Jack entwined his fingers in mine. He was handsome in his black suit and knotted blue tie, his hair slicked back. Without a cigarette or pipe, his mouth held only a shy grin. A great wash of love and admiration, and the realization of miracles, filled me with a swelling ecstasy that surged inside me like a sacred sea.
“Can I ask you something before we start, Father Bide?” I asked.
“Of course.”
“How did you finally decide that this was sanctioned? That the Church of England would give permission? We’ve asked everyone we know, even the bishop.”
“I asked the only source that mattered.” Father Bide paused and closed his hands around the black prayer book in his hand. “The only court of appeal I thought had the final argument—and that was God himself. What would he do in this case? And the answer was clear.”
“Then let’s get married,” I said and turned my face to Jack.
He squeezed my hand. “Yes, then let’s be married.”
So it came that on March 21, 1957, while I lay in bed in a nightgown with my left leg lifted high on ropes and pulleys, I finally married the love of my life.
Father Bide began to speak the words of the ceremony, and I listened to the melody of the Church of England’s holy matrimony litany.
In the presence of God, Father, Son, and Holy Spirit
We have come together
To witness the marriage of Helen Joy Davidman and Clive Staples Lewis
To pray for God’s blessing on them
To share their joy
And to celebrate their love . . .
Peter continued in the most serious voice, as if we were standing at the altar of Westminster Abbey and the queen herself was in the congregation—the hospital room no deterrence to solemnity.
“Jack,” he finally said, “will you take Joy to be your wife? Will you love her, comfort her, honor and protect her, forsaking all others, and be faithful to her as long as you both shall live?”
“I will,” he said, and then again for emphasis, “I will.”
“Joy,” Peter asked, “will you take Jack to be your husband? Will you love him, comfort him, honor and protect him, forsaking all others, and be faithful to him as long as you both shall live?”
“I will.” Tears rolled from my eyes and down my face where Jack kissed them away, the wetness of them on his lips.
Warnie and the ward sister, whose name I never learned, also cried silently. Maybe it was the line “as long as you both shall live,” or the boundless love that filled that room, I didn’t know. Peter finished the ceremony—vows, rings, and declaration.
It wasn’t the wedding a small girl dreams of—the white lace dress and a flowing veil. There were no bridesmaids or a symphony orchestra or long trails of white roses. But what does a small girl know of real love? I hadn’t ever known how to dream. I hadn’t known that love would arrive in the most unlikely of places—a hospital room where fear and despair usually reigned. I hadn’t known that love could not be earned or bought or manipulated; it was just this—complete peace in the other’s presence.
All the years wasted believing that love meant owning or possessing, and now the greatest love had arrived in my greatest weakness. In my supreme defeat came my grandest victory. God’s paradoxes had no end.
Peter ended the ceremony with the final prayer. We closed our eyes, Jack’s hands in mine.
“The Holy Trinity make you strong in faith and love, defend you on every side, and guide you in truth and peace; and the blessing of God Almighty, the Father, the Son, and the Holy Spirit be among you and remain with you always.”
It was Warnie who let out a great whooping sound. “Congratulations, Mr. and Mrs. Lewis.”
“My wife,” Jack said, and laughed that resonating merry sound that had buoyed me all these months.
“My husband.”
We set to laughter, and the ward sister shook her head. “I’ve never seen such celebration in a hospital room.”
“Well, you’ve never seen anyone quite like the three of us,” I said.
“No, I haven’t.”
I knew what she believed: that this was a deathbed marriage, one to satisfy the sad woman in the cast with cancer. But it was no such thing. It was holy matrimony between a man and a woman who had grown to love in ways that no words or explanations could contain.
It was then that Peter turned around and brought a tray to us both, offering us our first Holy Communion as husband and wife.
“Peter,” Jack said when we had finished the Eucharist. “If I may impose with one more request.”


Where a line below holds the string "unit", copy that line.
── Dataset entries
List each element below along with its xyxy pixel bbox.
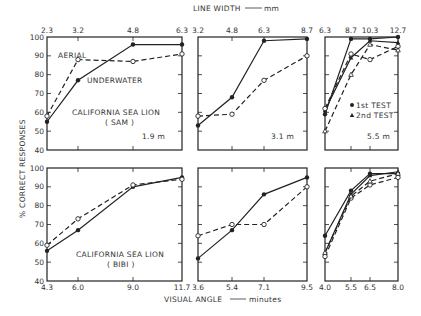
legend-1st-test: 1st TEST — [356, 101, 391, 110]
data-series — [45, 35, 401, 261]
series-underwater-2nd-test — [323, 169, 401, 254]
distance-label-3: 5.5 m — [367, 132, 390, 141]
x-tick-label: 4.0 — [319, 283, 331, 292]
distance-label-1: 1.9 m — [142, 132, 165, 141]
series-underwater — [45, 175, 184, 253]
panel-bibi-1: 4050607080901004.36.09.011.7 — [30, 164, 191, 292]
x-tick-label: 8.0 — [392, 283, 404, 292]
y-tick-label: 100 — [30, 164, 45, 173]
y-tick-label: 80 — [34, 201, 44, 210]
y-axis-title: % CORRECT RESPONSES — [18, 119, 27, 218]
underwater-label: UNDERWATER — [87, 76, 143, 85]
sam-label-2: ( SAM ) — [105, 118, 134, 127]
y-tick-label: 90 — [34, 51, 44, 60]
x-tick-label: 6.0 — [72, 283, 84, 292]
y-tick-label: 70 — [34, 89, 44, 98]
x-tick-label: 5.5 — [345, 283, 357, 292]
bibi-label-1: CALIFORNIA SEA LION — [76, 250, 164, 259]
y-tick-label: 90 — [34, 182, 44, 191]
x-tick-label: 11.7 — [174, 283, 191, 292]
y-tick-label: 80 — [34, 70, 44, 79]
x-tick-label: 3.2 — [192, 26, 204, 35]
x-tick-label: 5.4 — [226, 283, 238, 292]
y-tick-label: 50 — [34, 127, 44, 136]
legend-filled-circle-icon — [350, 103, 354, 107]
x-tick-label: 8.7 — [301, 26, 313, 35]
series-underwater — [196, 175, 309, 260]
x-tick-label: 6.3 — [258, 26, 270, 35]
x-tick-label: 12.7 — [390, 26, 407, 35]
sam-label-1: CALIFORNIA SEA LION — [72, 108, 160, 117]
x-tick-label: 9.0 — [127, 283, 139, 292]
y-tick-label: 60 — [34, 239, 44, 248]
top-axis-title: LINE WIDTH — [193, 4, 241, 13]
panel-sam-5.5m: 6.38.710.312.7 — [319, 26, 407, 150]
panel-bibi-3: 4.05.56.58.0 — [319, 168, 404, 292]
x-tick-label: 3.2 — [72, 26, 84, 35]
x-tick-label: 7.1 — [258, 283, 270, 292]
y-tick-label: 50 — [34, 258, 44, 267]
x-tick-label: 6.5 — [364, 283, 376, 292]
series-underwater-1st-test — [323, 171, 400, 238]
chart-figure: 4050607080901002.33.24.86.33.24.86.38.76… — [0, 0, 421, 316]
series-aerial — [196, 185, 309, 238]
x-tick-label: 6.3 — [319, 26, 331, 35]
x-tick-label: 4.8 — [127, 26, 139, 35]
bibi-label-2: ( BIBI ) — [107, 260, 135, 269]
panel-bibi-2: 3.65.47.19.5 — [192, 168, 313, 292]
x-tick-label: 3.6 — [192, 283, 204, 292]
bottom-axis-unit: minutes — [249, 295, 281, 304]
x-tick-label: 4.3 — [41, 283, 53, 292]
aerial-label: AERIAL — [58, 51, 87, 60]
y-tick-label: 70 — [34, 220, 44, 229]
series-aerial — [196, 54, 309, 119]
x-tick-label: 6.3 — [176, 26, 188, 35]
legend-triangle-icon — [350, 113, 355, 117]
y-tick-label: 60 — [34, 108, 44, 117]
x-tick-label: 10.3 — [362, 26, 379, 35]
x-tick-label: 9.5 — [301, 283, 313, 292]
series-aerial — [45, 177, 184, 247]
series-underwater — [196, 37, 309, 128]
y-tick-label: 40 — [34, 146, 44, 155]
x-tick-label: 4.8 — [226, 26, 238, 35]
panel-sam-3.1m: 3.24.86.38.7 — [192, 26, 313, 150]
bottom-axis-title: VISUAL ANGLE — [164, 295, 222, 304]
distance-label-2: 3.1 m — [271, 132, 294, 141]
legend-2nd-test: 2nd TEST — [356, 111, 394, 120]
x-tick-label: 8.7 — [345, 26, 357, 35]
top-axis-unit: mm — [264, 4, 279, 13]
x-tick-label: 2.3 — [41, 26, 53, 35]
────
Task result:
bottom-axis-unit: minutes — [249, 295, 281, 304]
top-axis-unit: mm — [264, 4, 279, 13]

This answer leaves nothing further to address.